Patients and Methods

This study was a retrospective, cross-sectional research. The development group included 434 patients who were admitted with pneumonia from 6 hospitals. Demographics, symptomatic features, laboratory and computed tomography data were analyzed using the least absolute shrinkage and selection operator (LASSO) to select potential diagnostic indicators. Binary logistic regression was used to develop a diagnostic nomogram. Another 119 patients with pneumonia admitted at Sichuan Provincial People’s Hospital was used as the validation group. The diagnostic performance of the nomogram was measured by area under the receiver-operating-characteristics curve (AUC), calibration curves, and the net benefit by decision curve.

Results

PJP prevalence was 25.3% in the development group. LASSO regression revealed that age, lymphocyte count, fever, dry cough, respiratory failure, ground-glass opacity in lungs, glucocorticoid therapy duration, and immunosuppressive therapy were indicators of PJP. The nomogram showed robust discrimination, with an AUC of 0.82 (95% CI 0.77–0.86) in the development group and an AUC of 0.87 (95% CI 0.80–0.94) in the validation group, both showing acceptable calibration. In the decision curve analysis, our model consistently achieved a greater net benefit across almost all ranges of clinical thresholds.

Conclusion

We developed a nomogram with good diagnostic power for PJP diagnosis in pneumonia patients receiving oral glucocorticoids.

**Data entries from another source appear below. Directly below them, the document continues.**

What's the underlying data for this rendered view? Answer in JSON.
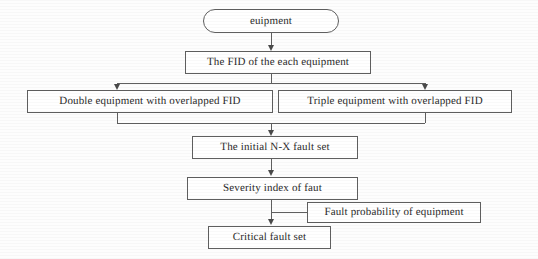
{
  "diagram": {
    "type": "flowchart",
    "orientation": "top-to-bottom",
    "background_color": "#fdfdfd",
    "line_color": "#5f5f5f",
    "text_color": "#2b2b2b",
    "nodes": [
      {
        "id": "start",
        "shape": "oval",
        "label": "euipment"
      },
      {
        "id": "fid",
        "shape": "rectangle",
        "label": "The FID of the each equipment"
      },
      {
        "id": "double",
        "shape": "rectangle",
        "label": "Double equipment with overlapped FID"
      },
      {
        "id": "triple",
        "shape": "rectangle",
        "label": "Triple equipment with overlapped FID"
      },
      {
        "id": "initial_set",
        "shape": "rectangle",
        "label": "The initial N-X fault set"
      },
      {
        "id": "severity",
        "shape": "rectangle",
        "label": "Severity index of faut"
      },
      {
        "id": "probability",
        "shape": "rectangle",
        "label": "Fault probability of equipment"
      },
      {
        "id": "critical",
        "shape": "rectangle",
        "label": "Critical fault set"
      }
    ],
    "edges": [
      {
        "from": "start",
        "to": "fid",
        "style": "arrow-down"
      },
      {
        "from": "fid",
        "to": "double",
        "style": "split-left-arrow-down"
      },
      {
        "from": "fid",
        "to": "triple",
        "style": "split-right-arrow-down"
      },
      {
        "from": "double",
        "to": "initial_set",
        "style": "merge-arrow-down"
      },
      {
        "from": "triple",
        "to": "initial_set",
        "style": "merge-arrow-down"
      },
      {
        "from": "initial_set",
        "to": "severity",
        "style": "arrow-down"
      },
      {
        "from": "severity",
        "to": "critical",
        "style": "arrow-down"
      },
      {
        "from": "probability",
        "to": "critical",
        "style": "elbow-left-into-trunk"
      }
    ]
  }
}
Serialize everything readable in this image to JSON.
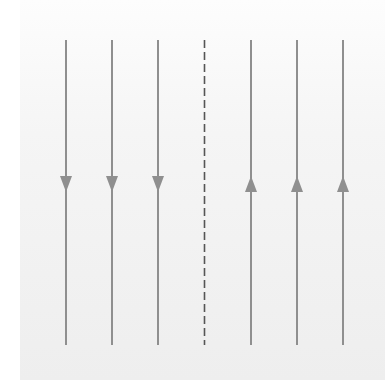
{
  "diagram": {
    "line_color": "#8f8f8f",
    "dash_color": "#555555",
    "line_top": 40,
    "line_bottom": 345,
    "arrow_y": 184,
    "left_lines": [
      {
        "x": 66,
        "direction": "down"
      },
      {
        "x": 112,
        "direction": "down"
      },
      {
        "x": 158,
        "direction": "down"
      }
    ],
    "divider": {
      "x": 204.5,
      "style": "dashed"
    },
    "right_lines": [
      {
        "x": 251,
        "direction": "up"
      },
      {
        "x": 297,
        "direction": "up"
      },
      {
        "x": 343,
        "direction": "up"
      }
    ]
  }
}
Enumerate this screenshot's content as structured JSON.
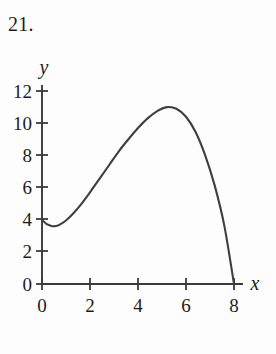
{
  "figure": {
    "problem_number": "21.",
    "background_color": "#fdfdfd",
    "ink_color": "#3a3a3a"
  },
  "chart_data": {
    "type": "line",
    "title": "",
    "subtitle": "",
    "xlabel": "x",
    "ylabel": "y",
    "xlim": [
      0,
      8.4
    ],
    "ylim": [
      0,
      12.4
    ],
    "xticks": [
      0,
      2,
      4,
      6,
      8
    ],
    "yticks": [
      0,
      2,
      4,
      6,
      8,
      10,
      12
    ],
    "xtick_labels": [
      "0",
      "2",
      "4",
      "6",
      "8"
    ],
    "ytick_labels": [
      "0",
      "2",
      "4",
      "6",
      "8",
      "10",
      "12"
    ],
    "grid": false,
    "legend": null,
    "legend_position": "none",
    "annotations": [],
    "series": [
      {
        "name": "curve",
        "color": "#3f3f3f",
        "x": [
          0.0,
          0.2,
          0.4,
          0.55,
          0.7,
          1.0,
          1.3,
          1.6,
          2.0,
          2.4,
          2.8,
          3.2,
          3.6,
          4.0,
          4.4,
          4.8,
          5.2,
          5.6,
          6.0,
          6.4,
          6.8,
          7.2,
          7.6,
          8.0
        ],
        "y": [
          4.0,
          3.72,
          3.61,
          3.6,
          3.66,
          3.95,
          4.38,
          4.9,
          5.7,
          6.55,
          7.4,
          8.25,
          9.0,
          9.7,
          10.3,
          10.75,
          11.0,
          10.9,
          10.4,
          9.45,
          8.0,
          6.1,
          3.6,
          0.0
        ]
      }
    ],
    "key_points": {
      "y_intercept": 4.0,
      "local_minimum": {
        "x": 0.55,
        "y": 3.6
      },
      "maximum": {
        "x": 5.2,
        "y": 11.0
      },
      "x_intercept": {
        "x": 8.0,
        "y": 0.0
      }
    }
  }
}
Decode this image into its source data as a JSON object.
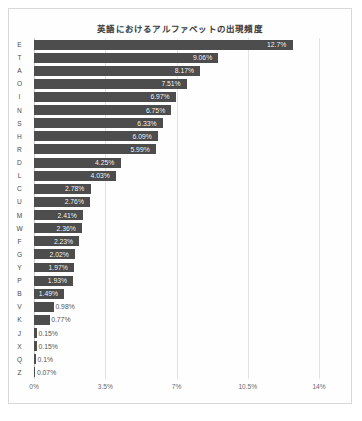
{
  "chart_data": {
    "type": "bar",
    "orientation": "horizontal",
    "title": "英語におけるアルファベットの出現頻度",
    "xlabel": "",
    "ylabel": "",
    "xlim": [
      0,
      14
    ],
    "xticks": [
      "0%",
      "3.5%",
      "7%",
      "10.5%",
      "14%"
    ],
    "xtick_values": [
      0,
      3.5,
      7,
      10.5,
      14
    ],
    "grid": true,
    "legend": "none",
    "bar_color": "#4d4d4d",
    "categories": [
      "E",
      "T",
      "A",
      "O",
      "I",
      "N",
      "S",
      "H",
      "R",
      "D",
      "L",
      "C",
      "U",
      "M",
      "W",
      "F",
      "G",
      "Y",
      "P",
      "B",
      "V",
      "K",
      "J",
      "X",
      "Q",
      "Z"
    ],
    "values": [
      12.7,
      9.06,
      8.17,
      7.51,
      6.97,
      6.75,
      6.33,
      6.09,
      5.99,
      4.25,
      4.03,
      2.78,
      2.76,
      2.41,
      2.36,
      2.23,
      2.02,
      1.97,
      1.93,
      1.49,
      0.98,
      0.77,
      0.15,
      0.15,
      0.1,
      0.07
    ],
    "data_labels": [
      "12.7%",
      "9.06%",
      "8.17%",
      "7.51%",
      "6.97%",
      "6.75%",
      "6.33%",
      "6.09%",
      "5.99%",
      "4.25%",
      "4.03%",
      "2.78%",
      "2.76%",
      "2.41%",
      "2.36%",
      "2.23%",
      "2.02%",
      "1.97%",
      "1.93%",
      "1.49%",
      "0.98%",
      "0.77%",
      "0.15%",
      "0.15%",
      "0.1%",
      "0.07%"
    ]
  }
}
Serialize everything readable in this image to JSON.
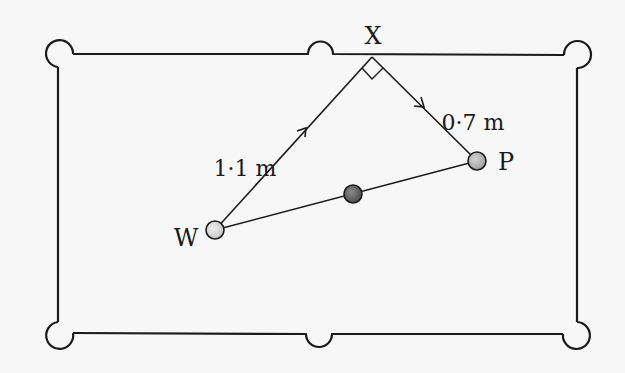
{
  "diagram": {
    "type": "snooker-table-geometry",
    "background": "#f7f7f7",
    "stroke_color": "#1a1a1a",
    "labels": {
      "point_x": "X",
      "point_w": "W",
      "point_p": "P",
      "length_wx": "1·1 m",
      "length_xp": "0·7 m"
    },
    "balls": {
      "w": {
        "label": "W",
        "fill": "#d6d6d6"
      },
      "object": {
        "label": "",
        "fill": "#6b6b6b"
      },
      "p": {
        "label": "P",
        "fill": "#b4b4b4"
      }
    },
    "segments": [
      {
        "from": "W",
        "to": "X",
        "length": "1·1 m",
        "arrow": true
      },
      {
        "from": "X",
        "to": "P",
        "length": "0·7 m",
        "arrow": true
      },
      {
        "from": "W",
        "to": "P",
        "length": "",
        "arrow": false
      }
    ],
    "angle_marker": {
      "at": "X",
      "type": "right-angle"
    },
    "pockets": [
      "top-left",
      "top-middle",
      "top-right",
      "bottom-left",
      "bottom-middle",
      "bottom-right"
    ]
  }
}
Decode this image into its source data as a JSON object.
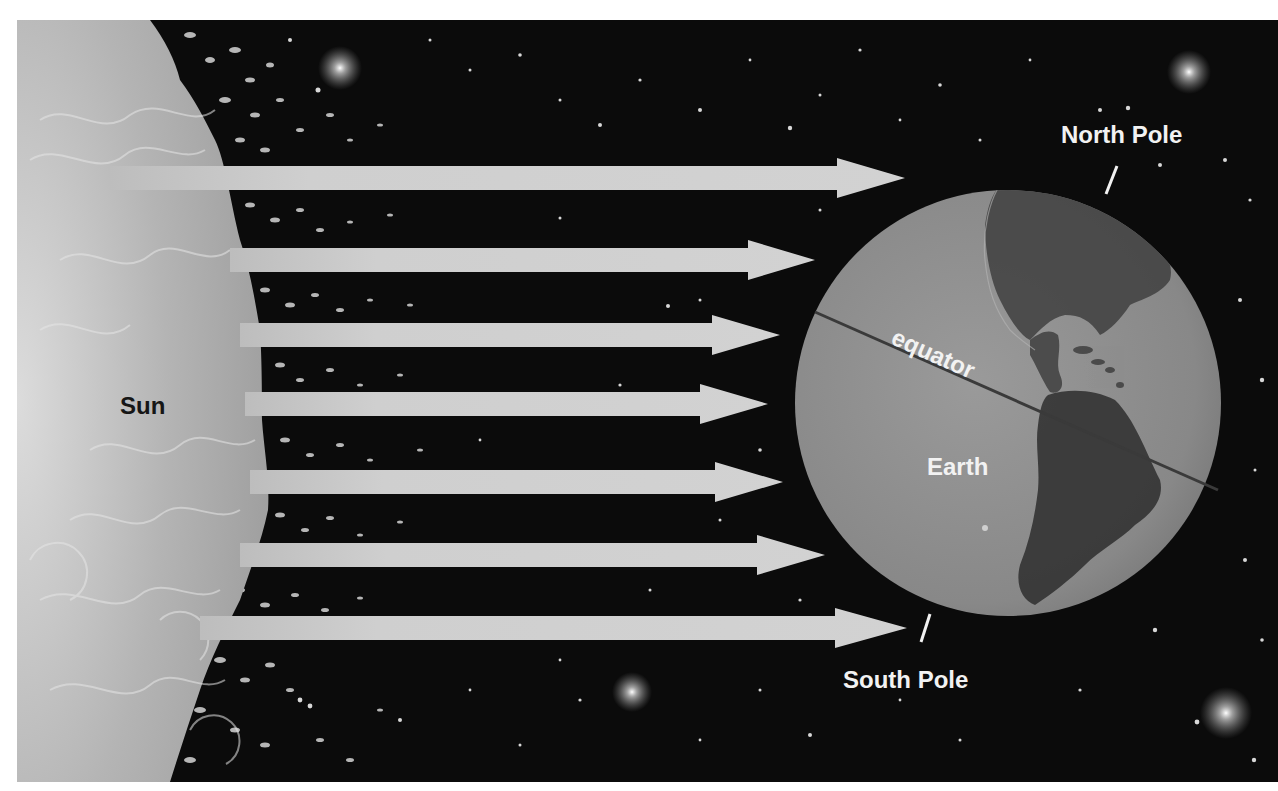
{
  "diagram": {
    "type": "illustration",
    "labels": {
      "sun": "Sun",
      "earth": "Earth",
      "equator": "equator",
      "north_pole": "North Pole",
      "south_pole": "South Pole"
    },
    "arrows": [
      {
        "y": 178,
        "tip_x": 905
      },
      {
        "y": 260,
        "tip_x": 815
      },
      {
        "y": 335,
        "tip_x": 780
      },
      {
        "y": 404,
        "tip_x": 768
      },
      {
        "y": 482,
        "tip_x": 783
      },
      {
        "y": 555,
        "tip_x": 825
      },
      {
        "y": 628,
        "tip_x": 907
      }
    ],
    "colors": {
      "space": "#0b0b0b",
      "sun_light": "#d6d6d6",
      "sun_mid": "#a9a9a9",
      "arrow": "#cfcfcf",
      "earth_ocean": "#8c8c8c",
      "earth_land": "#3e3e3e",
      "equator_line": "#3a3a3a",
      "label_light": "#f2f2f2",
      "label_dark": "#161616"
    }
  }
}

This nomogram may help promote timely treatment of PJP and thus reduce the mortality rate in these patients.

Data Sharing Statement

The study was conducted in accordance with the Declaration of Helsinki. Extra data can be accessed via the Dryad data repository at https://datadryad.org/ using the entry: doi:10.5061/dryad.mkkwh70x2. The extra data were published by Lijuan Li.

Ethics Approval

This study was approved by the Ethics Committee of the SICHUAN PROVINCIAL PEOPLE’S HOSPITAL (20210392) and the Ethics Committee of China-Japanese Friendship Hospital (no. 2015-86). Due to the use of de-identified and anonymized research data, requirements for informed written consent were waived.

Acknowledgments

We wish to express our gratitude to Dr Cao Bing who facilitated the collaboration with the Department of Pulmonary and Critical Care Medicine, National Center for Clinical Research on Respiratory Diseases, China–Japan Friendship Hospital, Beijing, China. The first author Qin Lang, who took part in the MECOR program (MECOR 2.0 China Level 2 2019 and MECOR Level 3 2022), is grateful to the ATS MECOR program for providing development in research methods to Chinese clinicians. We thank LetPub (www.letpub.com) for linguistic assistance and pre-submission expert review.

Disclosure

The authors report no conflicts of interest in this work.

Additional information

Funding

This work was supported by the Beijing Science and Technology Commission Key Project (Grant: D151100002115004).